After a traumatic C-section, journalist takes on the medicalization of birth
When journalist and professor Rachel Somerstein had an emergency C-section with her first child, the anesthesia didn't work. She says she could literally feel the operation as it was happening. Later, after her daughter was born, Somerstein remembers a practitioner blaming her for the ordeal.
"[They] came to my room and told me that my body hadn't processed the anesthesia correctly, that there was something wrong with me," Somerstein says.
Somerstein considered suing the hospital, but since neither she nor her daughter suffered long-term consequences, she was told she didnt have a case. So instead of pouring her energy into a lawsuit, she decided to write a book. In Invisible Labor: The Untold Story of the Cesarean Section, she writes about her own experience with childbirth, as well as the broader history of C-sections.
Somerstein notes that the earliest C-sections were performed on women who died in labor or who were expected to die in labor. The intention was to give the baby a chance to live long enough to be baptized by the Catholic priest. It wasn't until the late 1700s or early 1800s that the procedure was seen as a way to potentially save the mother's life.

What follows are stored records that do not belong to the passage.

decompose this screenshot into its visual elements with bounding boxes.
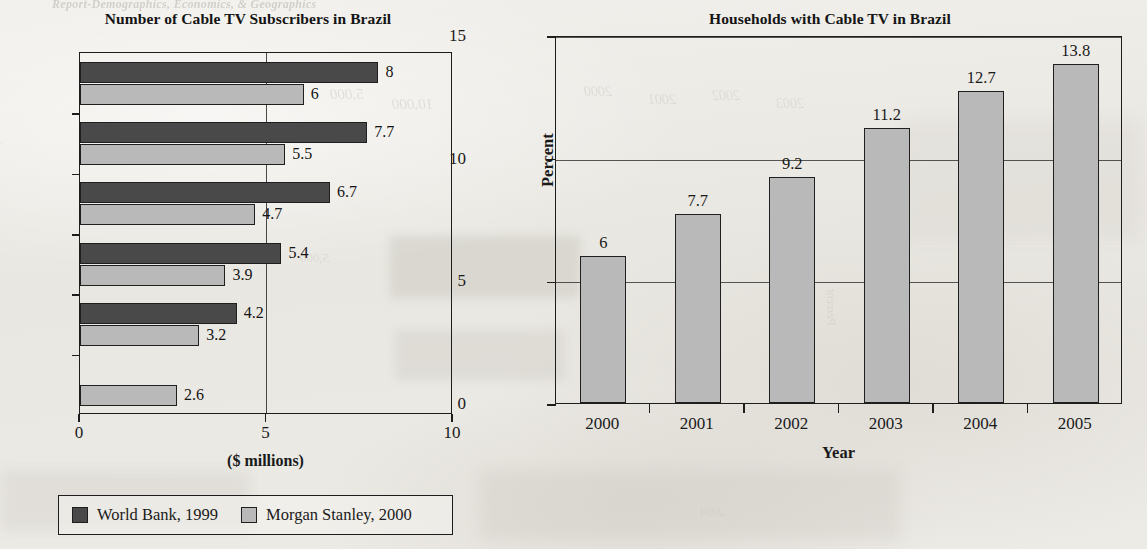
bar-value-label: 3.2: [206, 324, 226, 345]
chart-left-title: Number of Cable TV Subscribers in Brazil: [48, 10, 448, 28]
bar-value-label: 6: [311, 83, 319, 104]
bar-2001: [675, 214, 721, 403]
bar-2005-morgan-stanley: [80, 84, 304, 105]
bar-value-label: 4.7: [262, 203, 282, 224]
bar-value-label: 11.2: [873, 105, 901, 125]
bar-2003: [864, 128, 910, 403]
chart-right-x-axis-title: Year: [555, 443, 1122, 463]
bar-2000-morgan-stanley: [80, 385, 177, 406]
chart-right-x-axis: 200020012002200320042005: [555, 404, 1122, 448]
chart-right-plot-area: 67.79.211.212.713.8 Percent: [555, 36, 1122, 404]
chart-right-title: Households with Cable TV in Brazil: [530, 10, 1130, 28]
x-axis-tick: [78, 414, 80, 422]
legend-label-morgan-stanley: Morgan Stanley, 2000: [266, 505, 412, 525]
bar-value-label: 12.7: [967, 68, 996, 88]
gridline-y-15: [556, 37, 1121, 38]
bar-value-label: 2.6: [184, 384, 204, 405]
y-axis-tick-label: 5: [458, 271, 467, 291]
legend-label-world-bank: World Bank, 1999: [97, 505, 218, 525]
x-axis-tick: [932, 404, 934, 413]
bar-value-label: 6.7: [337, 181, 357, 202]
legend-swatch-world-bank: [72, 507, 88, 523]
bar-2004-world-bank: [80, 122, 367, 143]
x-axis-tick: [838, 404, 840, 413]
y-axis-tick-label: 10: [449, 149, 466, 169]
y-axis-tick: [72, 355, 80, 357]
y-axis-tick: [72, 294, 80, 296]
x-axis-tick: [1027, 404, 1029, 413]
x-axis-tick-label-2001: 2001: [680, 414, 714, 434]
chart-left-plot-area: 867.75.56.74.75.43.94.23.22.6: [79, 52, 452, 414]
bar-2001-morgan-stanley: [80, 325, 199, 346]
y-axis-tick: [72, 234, 80, 236]
x-axis-tick: [451, 414, 453, 422]
x-axis-tick: [649, 404, 651, 413]
chart-cable-tv-subscribers: Number of Cable TV Subscribers in Brazil…: [0, 6, 470, 486]
y-axis-tick-label: 0: [458, 394, 467, 414]
gridline-x-5: [266, 53, 267, 413]
x-axis-tick: [265, 414, 267, 422]
bar-2003-world-bank: [80, 182, 330, 203]
bar-2004-morgan-stanley: [80, 144, 285, 165]
chart-legend: World Bank, 1999 Morgan Stanley, 2000: [58, 495, 453, 535]
gridline-y-5: [556, 282, 1121, 283]
x-axis-tick-label-2002: 2002: [774, 414, 808, 434]
bar-2002-world-bank: [80, 243, 281, 264]
gridline-y-10: [556, 160, 1121, 161]
y-axis-tick: [72, 174, 80, 176]
bar-2005: [1053, 64, 1099, 403]
bar-2000: [580, 256, 626, 403]
chart-right-y-axis-title: Percent: [538, 133, 558, 187]
x-axis-tick-label: 10: [444, 423, 461, 443]
bar-value-label: 7.7: [687, 191, 708, 211]
bar-value-label: 5.5: [292, 143, 312, 164]
legend-swatch-morgan-stanley: [241, 507, 257, 523]
bar-value-label: 3.9: [232, 264, 252, 285]
bar-2004: [958, 91, 1004, 403]
y-axis-tick: [72, 113, 80, 115]
bar-2002-morgan-stanley: [80, 265, 225, 286]
chart-left-x-axis-title: ($ millions): [79, 452, 452, 470]
bar-value-label: 9.2: [782, 154, 803, 174]
x-axis-tick-label-2000: 2000: [585, 414, 619, 434]
x-axis-tick-label-2005: 2005: [1058, 414, 1092, 434]
x-axis-tick: [743, 404, 745, 413]
bar-2001-world-bank: [80, 303, 237, 324]
x-axis-tick-label-2004: 2004: [963, 414, 997, 434]
bar-value-label: 6: [599, 233, 607, 253]
y-axis-tick: [547, 282, 556, 284]
x-axis-tick-label: 0: [75, 423, 84, 443]
bar-value-label: 4.2: [244, 302, 264, 323]
bar-value-label: 7.7: [374, 121, 394, 142]
y-axis-tick: [547, 36, 556, 38]
bar-value-label: 8: [385, 61, 393, 82]
y-axis-tick-label: 15: [449, 26, 466, 46]
x-axis-tick-label-2003: 2003: [869, 414, 903, 434]
bar-value-label: 13.8: [1061, 41, 1090, 61]
x-axis-tick-label: 5: [261, 423, 270, 443]
chart-households-with-cable-tv: Households with Cable TV in Brazil 67.79…: [470, 6, 1147, 486]
bar-2002: [769, 177, 815, 403]
bar-2005-world-bank: [80, 62, 378, 83]
bar-2003-morgan-stanley: [80, 204, 255, 225]
bar-value-label: 5.4: [288, 242, 308, 263]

"One thing that's so interesting about this history, to me, is that it shows that the forces promoting C-sections have always had something to do with an external pressure," she says.
https://www.npr.org/2024/05/28/nx-s1-4977627/rachel-somerstein-invisible-labor-c-section
It's true that C-sections are sometimes necessary, but in the US they are performed far more often than in the rest of the world, probably because of the doctor's fear of litigation. When I was in neonatal/L&D, we used to say, "Failure to progress is whatever your doctor says it is, " and "Inductions are a major cause of C-sections".